When COVID-19 arrived in Australia in March 2020, businesses had days — sometimes hours — to transition their teams to remote work. Some made it look easy. Others struggled badly.
We transitioned our own team to remote work during this period, and in the process helped a number of our customers do the same. Here are seven things we learned about what actually makes the difference.
1. Cloud-first is the biggest advantage
Organisations already running cloud services — Microsoft 365, Google Workspace, Xero, Salesforce — transitioned significantly faster and more smoothly than those dependent on on-premises infrastructure.
Businesses with servers in their office found that remote staff couldn't access file servers, line-of-business applications, or internal systems without a VPN — and setting up a VPN on short notice, for a workforce that had never used one, is harder than it sounds.
If you're still running on-premises servers, co-location with VPN access — or migrating to cloud services — is the most significant thing you can do to improve your business's resilience.
2. Technology alone isn't enough — you need to adapt your processes
The hardware and software can be in place, but if your business processes assume people are in the same building, remote work will be frustrating and inefficient.
Think about every workflow that involves a physical process: picking slips printed in the warehouse, paperwork signed in the office, files that only exist on local drives. Each of these needs a digital equivalent. We moved to digital signatures via DocuSign, remote support sessions for equipment setup, direct shipping to customer sites, and Microsoft Planner for team task management.
The technology just enables the process change. The change itself takes deliberate effort.
3. Anticipate the practical challenges
The obstacles that actually slow remote work transitions down are rarely the obvious ones. A few that caught businesses off guard:
- Power over Ethernet for VoIP phones. Many business handsets are powered by the network switch (PoE) rather than a power adapter. They don't come with a power supply. At home, without a PoE switch, the phone won't power on. Check this before sending staff home with their handsets.
- Home internet speeds. Not all residential internet is fast enough to support consistent video conferencing, cloud applications, and VoIP simultaneously. Staff on FTTN connections with marginal speeds will struggle.
- ISP VoIP blocking. Some consumer internet providers block or shape VoIP traffic. A handset that works perfectly in the office might have audio issues at home for this reason.
- Data quotas. Some residential NBN plans have data limits. Remote work can burn through a quota quickly.
4. Set up a proper workspace
This sounds like it's about comfort, but it's really about productivity and professionalism.
A second monitor makes a significant difference to almost any knowledge worker's output. A quality chair matters more than most people realise before spending a week at the kitchen table. A separate webcam and microphone produce substantially better video conference quality than a laptop's built-in hardware — which matters when you're in back-to-back Teams calls.
A dedicated workspace — even a corner of a room rather than a dedicated home office — helps separate work from the rest of home life.
5. Trial before you rely on it
If you have the luxury of time, test your remote work setup before it's required. Have a team member work from home for a day. What breaks? What's slower than expected? What did they forget to bring home?
The issues you find during a low-stakes trial are far easier to resolve than the issues you find when remote work is mandatory.
6. Be ready to adapt as you go
No plan survives contact with reality perfectly. During the initial transition, expect things to go wrong and plan for rapid iteration. Something won't work the way you expected. A process that seemed fine in the office doesn't translate to remote. A tool that everyone agreed on turns out not to suit how people actually work.
Build in time for feedback and adjustment, especially in the first two weeks.
7. Don't let the team drift
Remote work works best when there's deliberate effort to maintain team connection. Without it, communication drops to transactional exchanges, people feel isolated, and organisational culture quietly erodes.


Could you print all the entries exactly?
Exercise data: Begin
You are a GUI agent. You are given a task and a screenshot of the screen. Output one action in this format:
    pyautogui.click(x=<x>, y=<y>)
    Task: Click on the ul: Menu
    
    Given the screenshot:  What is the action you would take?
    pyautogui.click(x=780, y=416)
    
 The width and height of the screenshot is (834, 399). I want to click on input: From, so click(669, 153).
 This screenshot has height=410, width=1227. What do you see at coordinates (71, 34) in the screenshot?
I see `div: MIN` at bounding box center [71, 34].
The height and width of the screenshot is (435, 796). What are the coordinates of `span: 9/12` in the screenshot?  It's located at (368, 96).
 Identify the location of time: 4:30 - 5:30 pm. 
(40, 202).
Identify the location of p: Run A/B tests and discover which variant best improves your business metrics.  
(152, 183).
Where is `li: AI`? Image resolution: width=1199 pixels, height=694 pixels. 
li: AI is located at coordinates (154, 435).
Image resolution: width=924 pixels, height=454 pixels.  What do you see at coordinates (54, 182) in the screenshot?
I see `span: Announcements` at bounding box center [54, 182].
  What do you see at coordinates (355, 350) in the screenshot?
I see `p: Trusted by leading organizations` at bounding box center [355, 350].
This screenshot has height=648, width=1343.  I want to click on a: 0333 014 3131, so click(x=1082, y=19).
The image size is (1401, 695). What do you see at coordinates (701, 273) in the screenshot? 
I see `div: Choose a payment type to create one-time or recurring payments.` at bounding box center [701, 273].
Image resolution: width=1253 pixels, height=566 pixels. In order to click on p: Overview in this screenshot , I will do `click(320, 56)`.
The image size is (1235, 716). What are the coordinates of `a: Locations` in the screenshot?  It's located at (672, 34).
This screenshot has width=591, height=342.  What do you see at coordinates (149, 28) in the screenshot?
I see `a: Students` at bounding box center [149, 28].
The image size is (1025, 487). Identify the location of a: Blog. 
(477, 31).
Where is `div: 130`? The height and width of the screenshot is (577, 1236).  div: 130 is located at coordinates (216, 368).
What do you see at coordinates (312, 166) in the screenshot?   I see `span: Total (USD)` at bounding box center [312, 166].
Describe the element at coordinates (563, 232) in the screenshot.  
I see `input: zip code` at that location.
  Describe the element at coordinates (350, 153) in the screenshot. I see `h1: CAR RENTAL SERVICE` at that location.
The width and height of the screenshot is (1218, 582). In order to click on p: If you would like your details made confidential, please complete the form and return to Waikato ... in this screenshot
Exercise data: End
**Exercise result**:
You are a GUI agent. You are given a task and a screenshot of the screen. Output one action in this format:
    pyautogui.click(x=<x>, y=<y>)
    Task: Click on the ul: Menu
    
    Given the screenshot:  What is the action you would take?
    pyautogui.click(x=780, y=416)
    
 The width and height of the screenshot is (834, 399). I want to click on input: From, so click(669, 153).
 This screenshot has height=410, width=1227. What do you see at coordinates (71, 34) in the screenshot?
I see `div: MIN` at bounding box center [71, 34].
The height and width of the screenshot is (435, 796). What are the coordinates of `span: 9/12` in the screenshot?  It's located at (368, 96).
 Identify the location of time: 4:30 - 5:30 pm. 
(40, 202).
Identify the location of p: Run A/B tests and discover which variant best improves your business metrics.  
(152, 183).
Where is `li: AI`? Image resolution: width=1199 pixels, height=694 pixels. 
li: AI is located at coordinates (154, 435).
Image resolution: width=924 pixels, height=454 pixels.  What do you see at coordinates (54, 182) in the screenshot?
I see `span: Announcements` at bounding box center [54, 182].
  What do you see at coordinates (355, 350) in the screenshot?
I see `p: Trusted by leading organizations` at bounding box center [355, 350].
This screenshot has height=648, width=1343.  I want to click on a: 0333 014 3131, so click(x=1082, y=19).
The image size is (1401, 695). What do you see at coordinates (701, 273) in the screenshot? 
I see `div: Choose a payment type to create one-time or recurring payments.` at bounding box center [701, 273].
Image resolution: width=1253 pixels, height=566 pixels. In order to click on p: Overview in this screenshot , I will do `click(320, 56)`.
The image size is (1235, 716). What are the coordinates of `a: Locations` in the screenshot?  It's located at (672, 34).
This screenshot has width=591, height=342.  What do you see at coordinates (149, 28) in the screenshot?
I see `a: Students` at bounding box center [149, 28].
The image size is (1025, 487). Identify the location of a: Blog. 
(477, 31).
Where is `div: 130`? The height and width of the screenshot is (577, 1236).  div: 130 is located at coordinates (216, 368).
What do you see at coordinates (312, 166) in the screenshot?   I see `span: Total (USD)` at bounding box center [312, 166].
Describe the element at coordinates (563, 232) in the screenshot.  
I see `input: zip code` at that location.
  Describe the element at coordinates (350, 153) in the screenshot. I see `h1: CAR RENTAL SERVICE` at that location.
The width and height of the screenshot is (1218, 582). In order to click on p: If you would like your details made confidential, please complete the form and return to Waikato ... in this screenshot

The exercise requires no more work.